Thursday 9 September 2010

9 September 9 AD - An End of Empire?

The Roman Empire lasted for nearly fifteen hundred years between 709 and 2206 AUC, but things could have been so very different. There are many points at which, had battles gone other ways, had different Emperors been chosen, the Empire could have fallen.

The setbacks at the hands of Arabs and Mongols are well known as is the final fall to the Turks, but few of us remember that the Empire could so easily have fallen as early as 762 AUC. At that time, Germania Magna had barely been in Roman hands for a generation while Britannia, Hibernia, Tulia and Scandia had not even been added to the Empire, let alone the later conquests of Samogitia, Scythia and Colchis.

The Government of Germania Magna was in the hands of Publius Quinctilius Varus, an able general, as it was to turn out, but one of the worst governors in the history of the Empire, having to put down revolts in Africa, in Syria, and after Germania Magna, in Judaea. Those other revolts never threatened the power of Rome, that in Germania Magna did.

The German leader, Arminius ambushed Varus' legions (and of course a civilian train travelling with Varus) in the Teutoberg Forest and on the 9 September 762, routed the Legions and put civilians to the sword. It is this very viciousness that was Arminius' undoing. The confusion gave Varus time to regroup and gave his troops the fire in their belly needed to avenge the deaths of their children and their women. Had Arminius carried on in pursuit of the shattered Legions, he had the strength of numbers to overcome what was, until Varus rallied the troops, a scared and disorganised rabble.

With Varus' legions dead, it seems likely that Germania Magna itself would fall, pushing the frontier back to the Rhine.

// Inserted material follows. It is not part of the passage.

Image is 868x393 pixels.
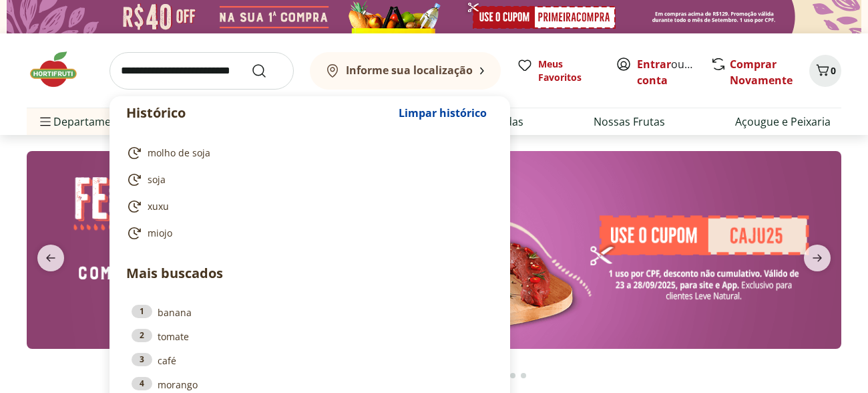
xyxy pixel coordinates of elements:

Now obviously the Rhine is more easily defensible than the Elbe, Oder, or Vistula, the result of the Loss of Germany was, there would be no need to take Britannia or Scandia to supply the German cities via rivers that empty into the Mare Balticum. One problem the Empire often had was an inability to see threats before they arrived. How long would it be before Rome was beset by wave after wave of invasion, not only from Germans and Slavs, but also from Britannia and Scandia, realms then beneath notice.

Arminius' failure to finish off Varus' legions on September 9 not only cost him a German Empire, but might well have saved the Roman Empire from destruction long before it came in our world. And without the Empire, could civilisation have survived the coming of the Mongols? I doubt it. Varus saved us all.